Students from a poverty mindset might exhibit one or all of those three characteristics. This may explain the “entertainer” student who acts up or is always goofing off and making the other kids laugh. And of course the other two characteristics are self-explanatory.
The best way to handle these students from poverty is to teach them to live by two sets of rules. First, they need their own set of rules at home to survive until the next day.
Second, they need to (BE TAUGHT) the school rules and that they must abide by them in order to be successful in school and to stay out of trouble. They must be told to use their HOME rules at HOME. And they need to be told they MUST use the school rules at school. If teachers or administrators will take the time to explain the school rules, I think the kids will do their best to comply.
It would be wonderful if every teacher understood where the poverty kids are coming from. But 10 to 15 percent of the teachers send 85% of the students to the principal. I am sure these are the poverty kids and the characteristics at the top of the page are the underlying factors in their behavior and that is why they are getting in trouble. Now that YOU understand the reason for the behavior, you can understand the student, and I know you will come up with some unique ideas on how to assist that student.
Do you find it hard to understand students in poverty? Poverty students seem to have no higher goals for jobs or education. Please understand that they do have goals. Those goals are to have food, shelter, and a few clothes for their back. They also may have a goal of trying to stay alive. In very bad situations, they may rightly believe they may not be alive tomorrow, so why should they plan anything further than right now, today.
Source: A framework for Understanding Poverty Ruby Payne, Ph.D The leading U.S. expert on the mindsets of Poverty, Middle Class, and Wealth.
March 20th, 2008 at 11:15 am
Bravo! Dorothy, good job in choosing a helpful topic from Payne’s vastly informative book. I hope students read this and find themselves and their friends in the behavior, plus take the hint to teach or discuss the way rules are set up in schools, pools, play grounds, etc. We can all get along better with good understandings and rules! Dale
March 24th, 2008 at 9:07 am
Doro-Zorro, The pen is mightier than the sword!
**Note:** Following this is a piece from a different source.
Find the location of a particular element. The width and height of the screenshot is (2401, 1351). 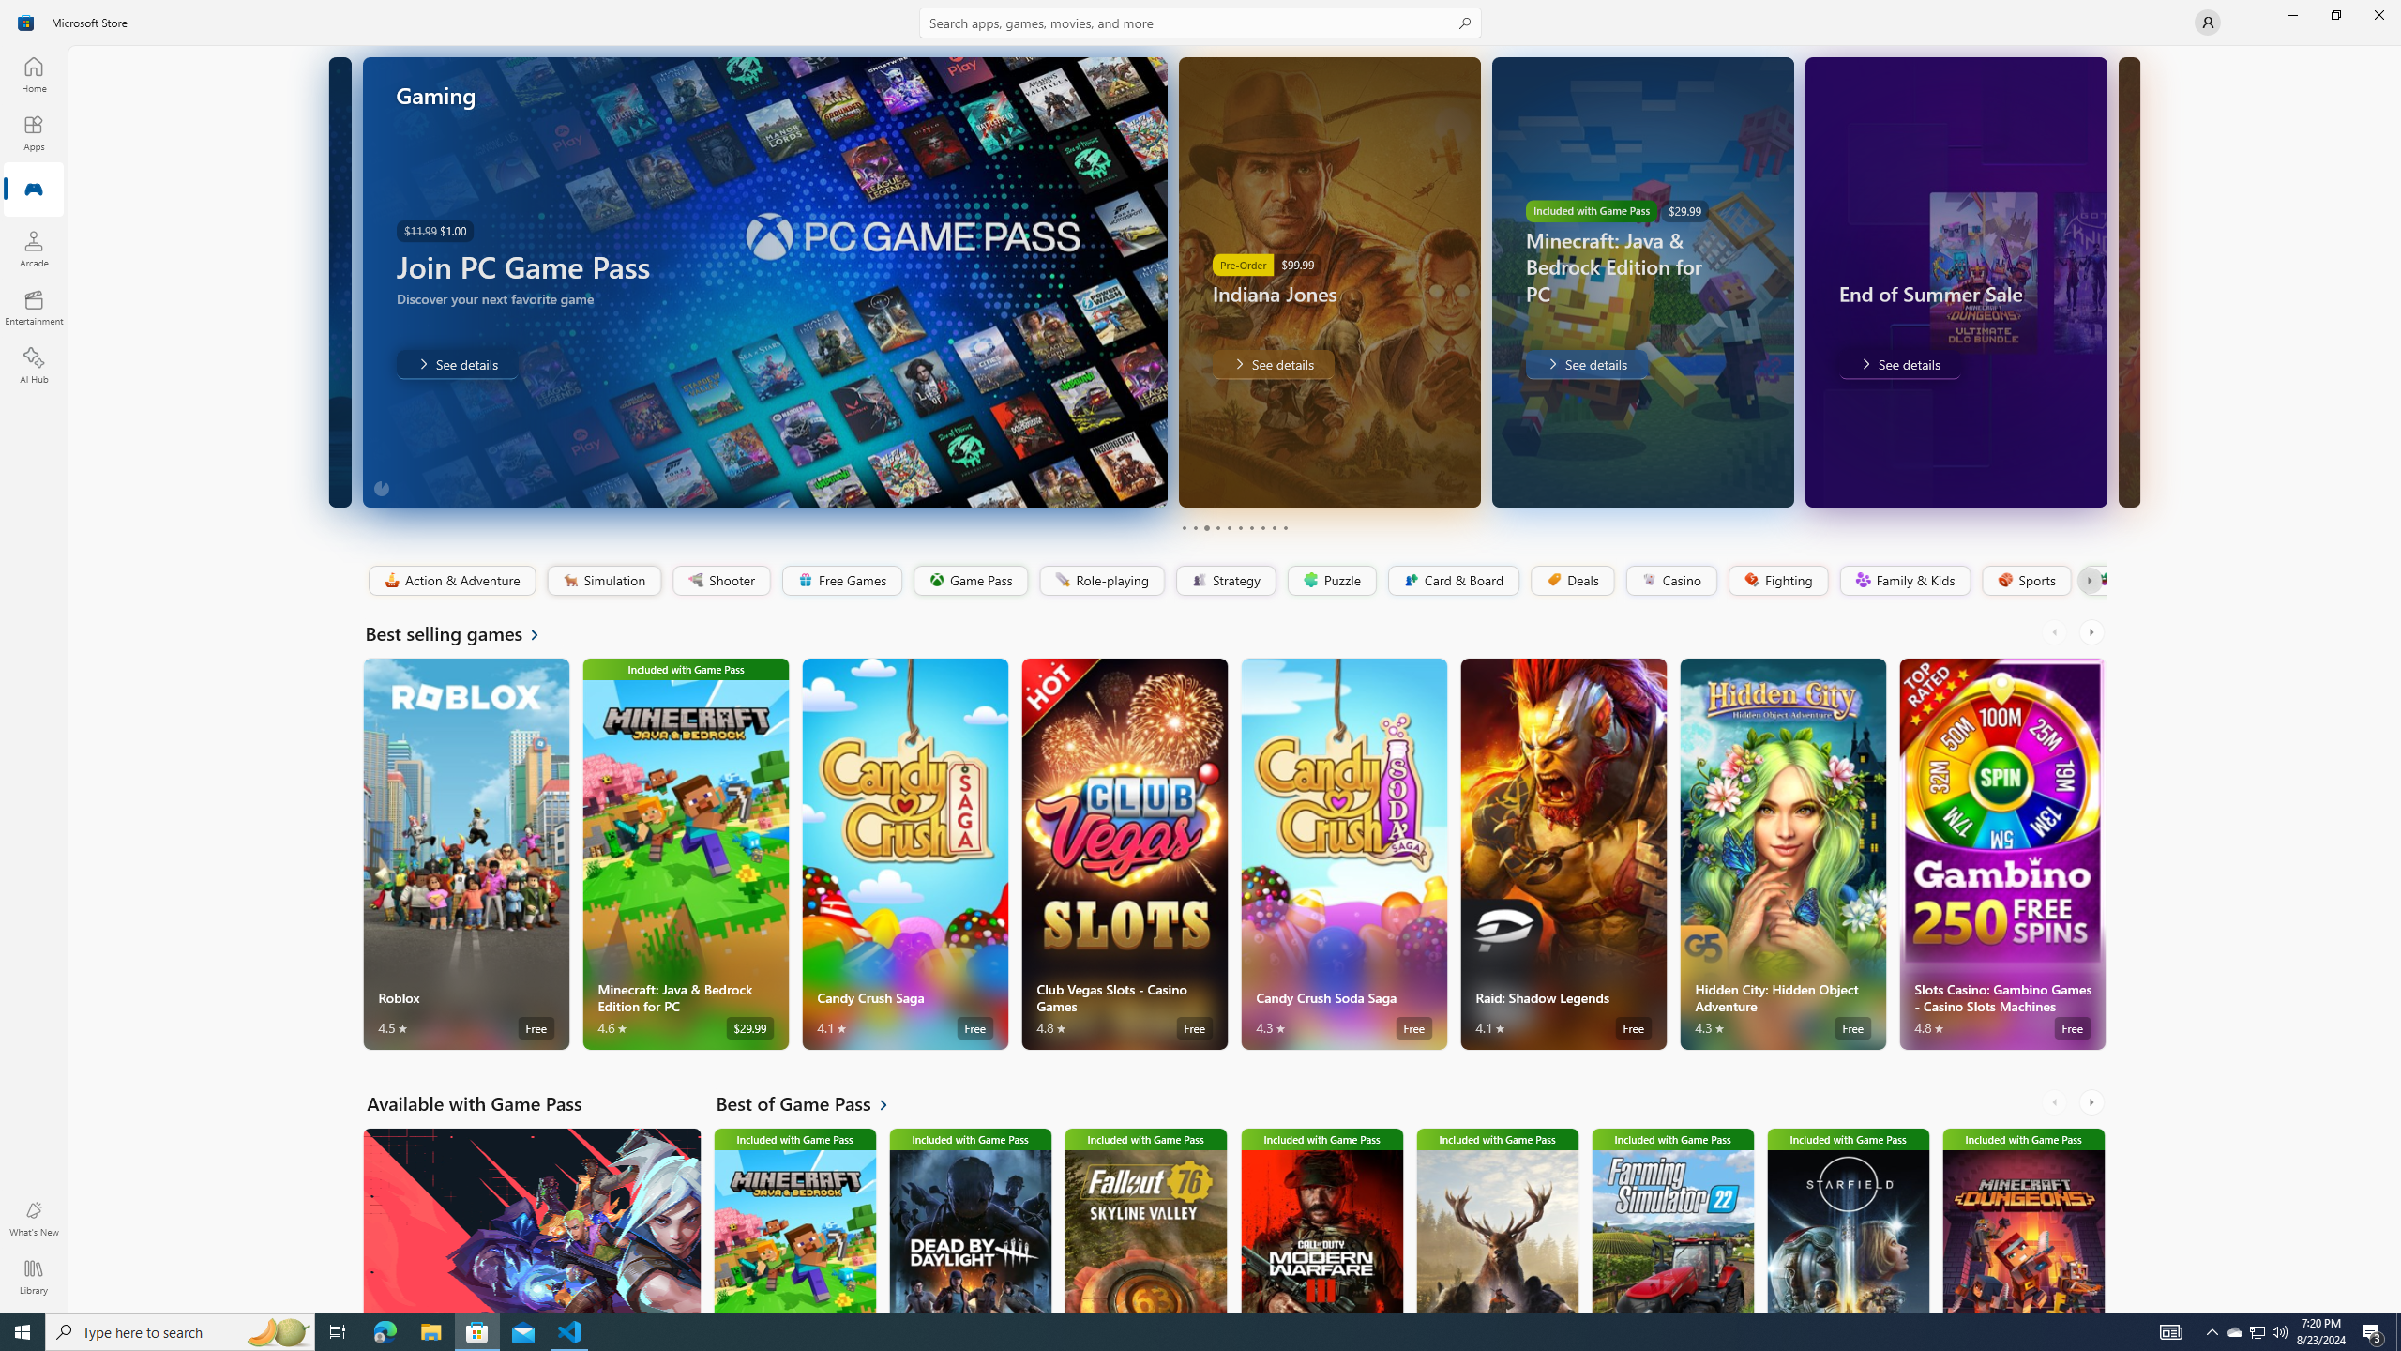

Those of us who have lived be a certain set of rules or made them ourselves can often forget how they work for people of different circumstances. Hope this entry is controversial enough to draw people to the blog and into thought. Anita
April 3rd, 2008 at 5:23 am
[…] in the Boston Globe (online), Drake Bennett has some fresh thinking about poverty (maybe already voiced by Ruby Payne). People in poverty exhibit what would be an “irrational” approach to money, work, and […]
April 5th, 2008 at 7:41 pm
[…] in the Boston Globe (online), Drake Bennett has some fresh thinking about poverty (maybe already voiced by Ruby Payne). People in poverty exhibit what would be an “irrational” approach to money, work, and wealth for […]
May 3rd, 2008 at 10:34 am
If schools were taught to teach RICH kids goals of empathy, a modicum of generosity, learning to pay fair wages, civic responsibility with their wealth, and to NOT look their noses down on poor kids, wouldn’t school be a less painful place?
Who deals with the RICH snotty kids who mock someone because they are not wearing the “right brand” of boring old bluejeans? or when the mother is trying so hard to help her daughter to fit in,and cinched in the belt tight and bot some expensive brand from the Meyers store, then back in school the kid got the nasty comment from the snot nose: “How could YOUR mother afford those?”
THOSE rich kids KNOW money, but they don’t operate on much empathy or kindness. Who is going to take them on in the school system?